As a College we must remain connected to our membership, staff, patients and public as we forge these new paths together.

Anaesthetists and intensive care doctors, alongside other healthcare workers, have been crucial to keeping the NHS running during the pandemic and the College has worked hard to be innovative to support all our members under the constraints of the last year. A good example of this is the Anaesthesia Clinical Services Accreditation (ACSA) scheme which offers quality improvement through peer review and has continued to see growth, with 74 per cent of NHS organisations now registered with the scheme and 41 NHS anaesthetic departments gaining accreditation. As a result of the pandemic, we adapted the ACSA process to a hybrid model to better support progression through the scheme and following the launch of the web portal for our ACSA community in 2020, anaesthetic departments were able to track their progress across the standards. We also made the Good Practice Library freely available to all registered departments. 

The Guidelines for the Provision of Anaesthetic Services (GPAS) also expanded during 2021 with the publication of Perioperative Care of Elective and Urgent Care Patients and the Good Department chapters. The Good Department in particular focusses on the professional and pastoral needs of members. The policy work undertaken on behalf of the Centre for Perioperative Care (CPOC) also addressed new commitments to improve care across the patient pathway and to embed perioperative care within the healthcare system. CPOC worked closely with the Elective Recovery Programme in 2021 and we look forward to this important stream of work continuing to help us achieve our vision for the future.

I was pleased to see the government’s People Plan pledge to put staff mental health at the heart of the NHS. We will continue to ask for a sustained, coordinated, and funded approach to mental health and wellbeing, a lifeline for some staff who may feel they have given everything they can and cannot give anymore.  Nobody knows what the next five years will bring: we could not have predicted the scale and immediacy of change that the pandemic was to unleash. However, what we do know is that we need to be adept in supporting and training clinicians in the fields of anaesthesia, pain medicine and intensive care medicine to continue to deliver the best possible care for patients, whatever the circumstances.

This is why 2021 was also the year in which we started to formulate our new strategy and vision. Our Five-Year Commitment aims to provide you, professionals in our specialities, with the tools and support needed to be able to look after your own and each other’s welfare and to care for patients.

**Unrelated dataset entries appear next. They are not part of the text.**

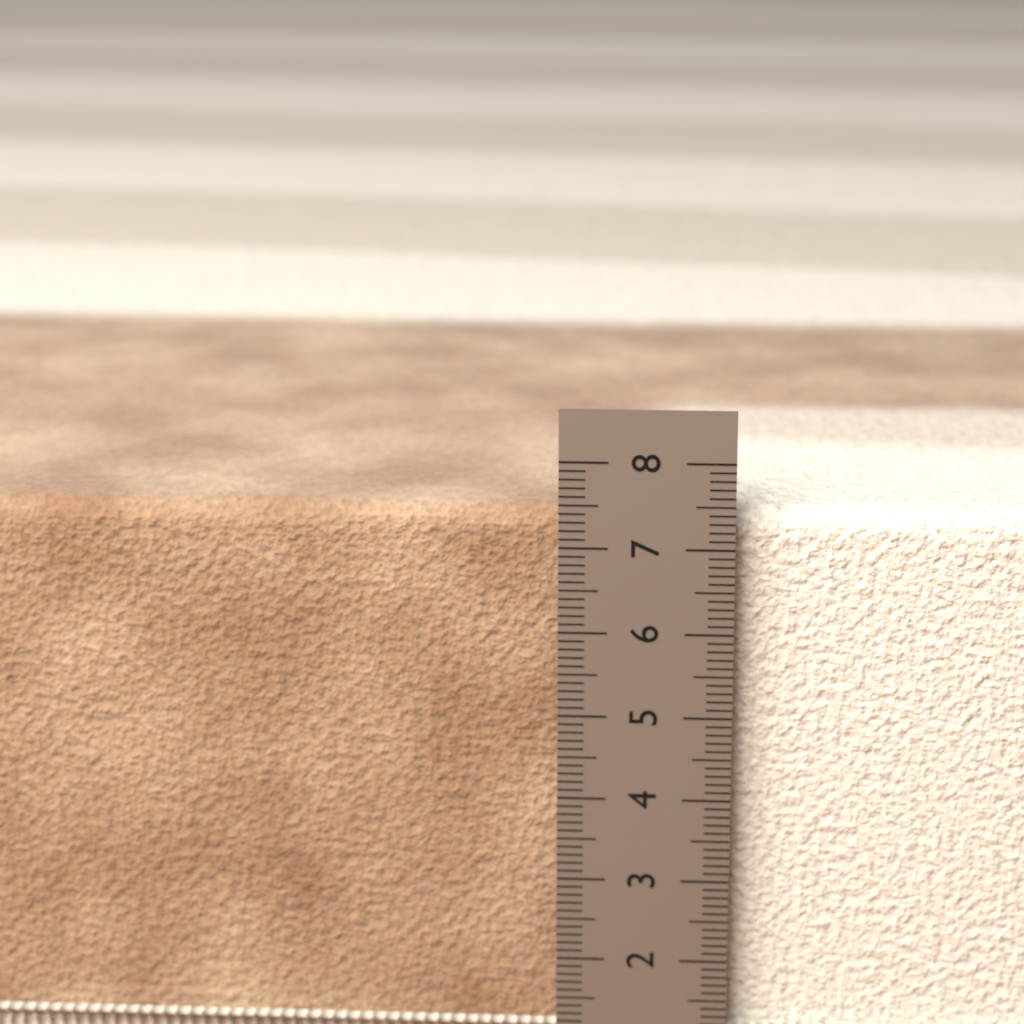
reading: 7.4 cm
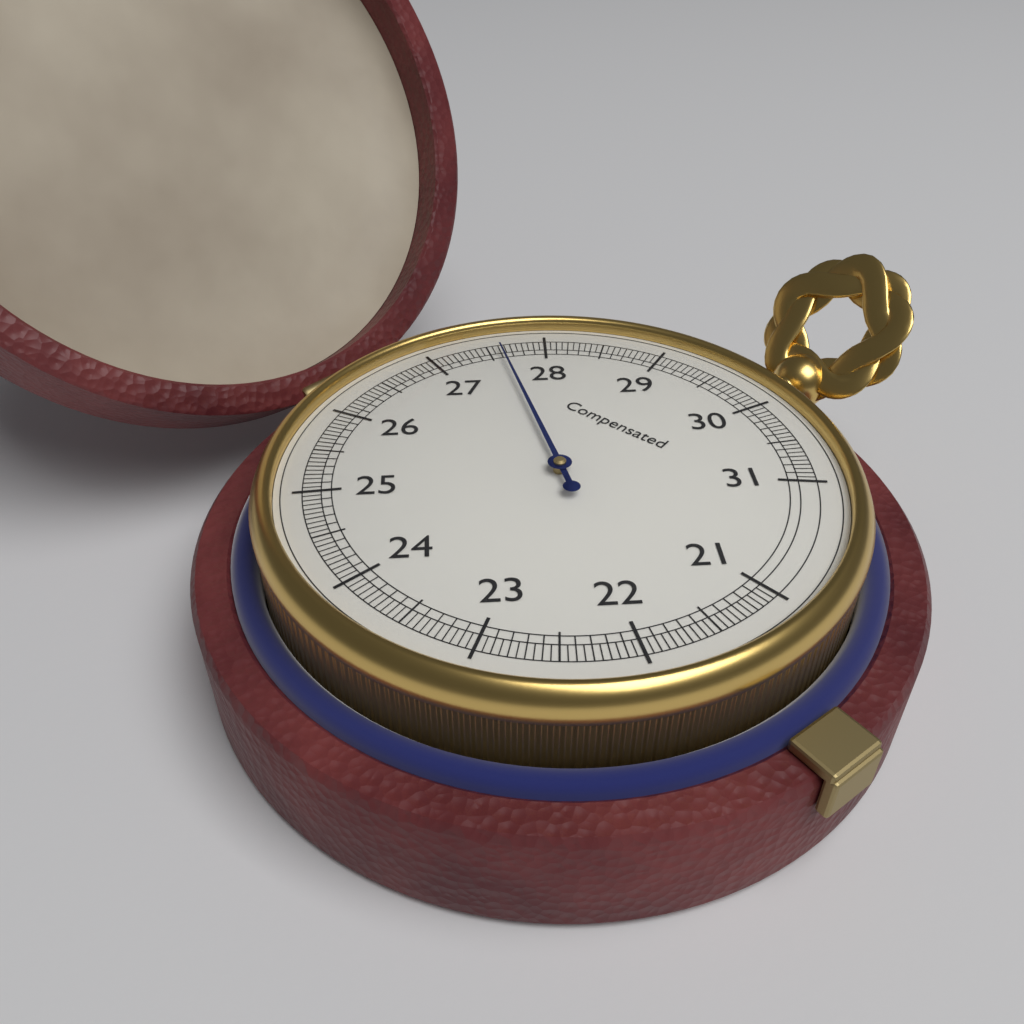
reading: 27.60 (no unit)
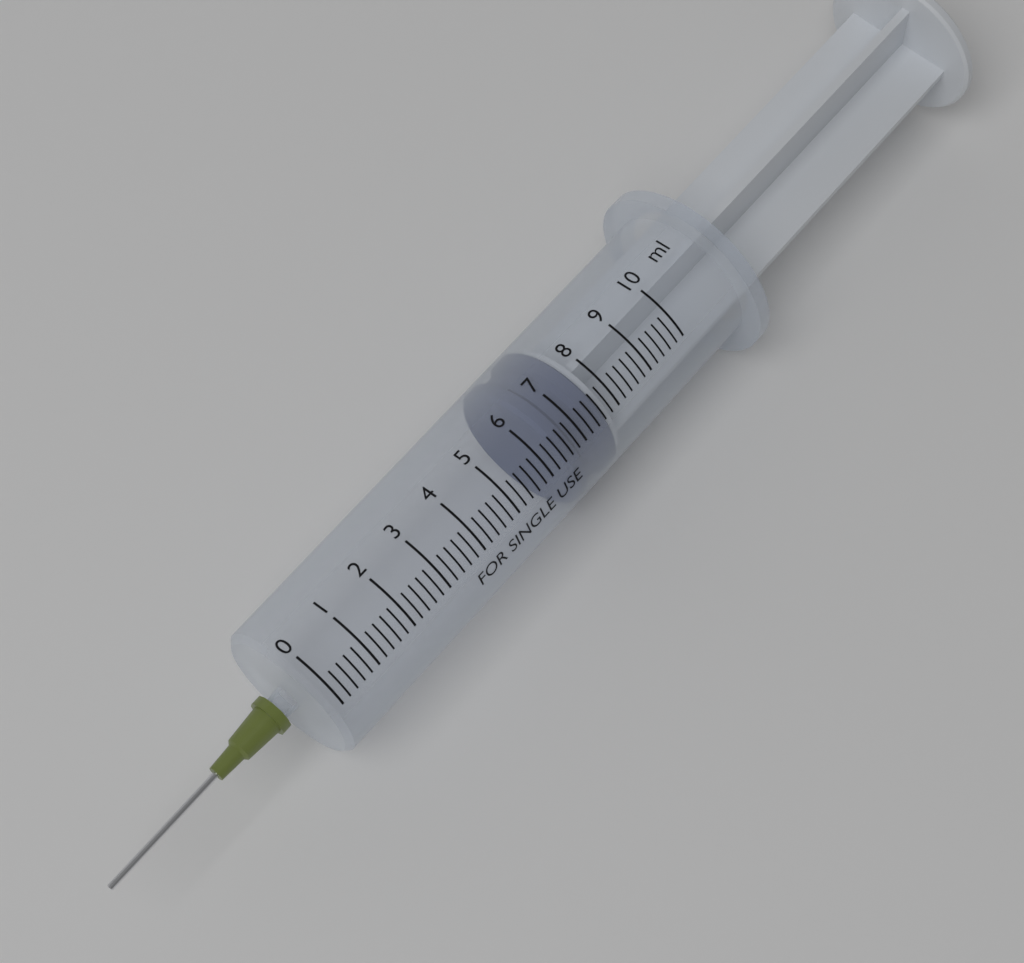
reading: 6.4 ml
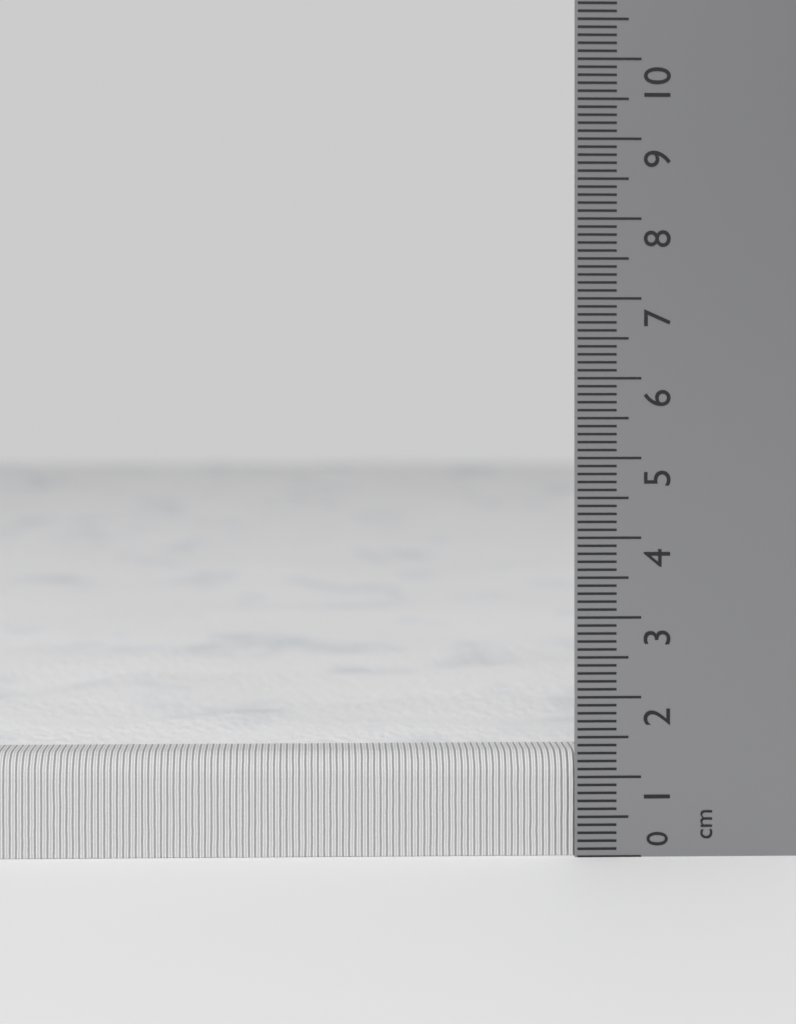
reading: 1.3 cm
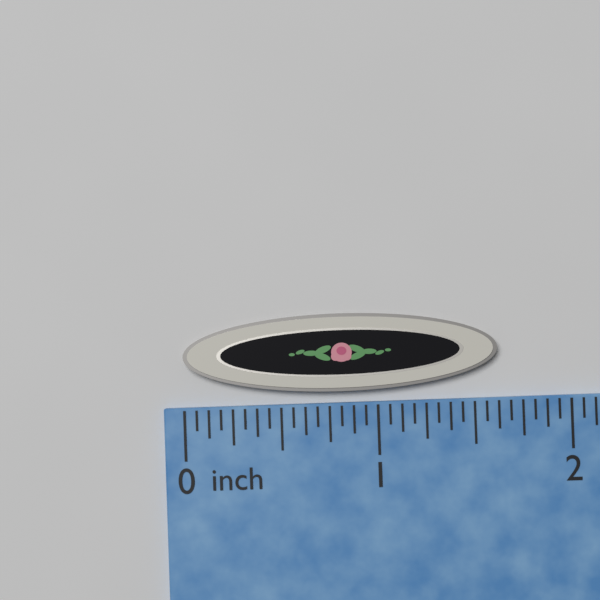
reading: 1.6250 inch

As a College we must remain connected to our membership, staff, patients and public as we forge these new paths together. We will listen and respond to what is important so that collectively we can be the best we can be. Our strategy is both patient- and member-centric, and we will use our values of being caring and supportive, just and fair, innovative and progressive, and open and responsive as a guide to providing kind and compassionate leadership in everything we do.

I hope that as you read our 2021 Annual Review, you are reminded of the vision we have set out for the College over the next five years. To achieve that vision, we need to continue to work with and for you so that we can ensure that your voice is at the heart of healthcare conversations at the highest levels. We want to provide you, the professionals in our specialities, with the tools and support you need at every stage of your career.

I thank you all for your continued hard work, dedication and commitment and I look forward to working with you in the years ahead.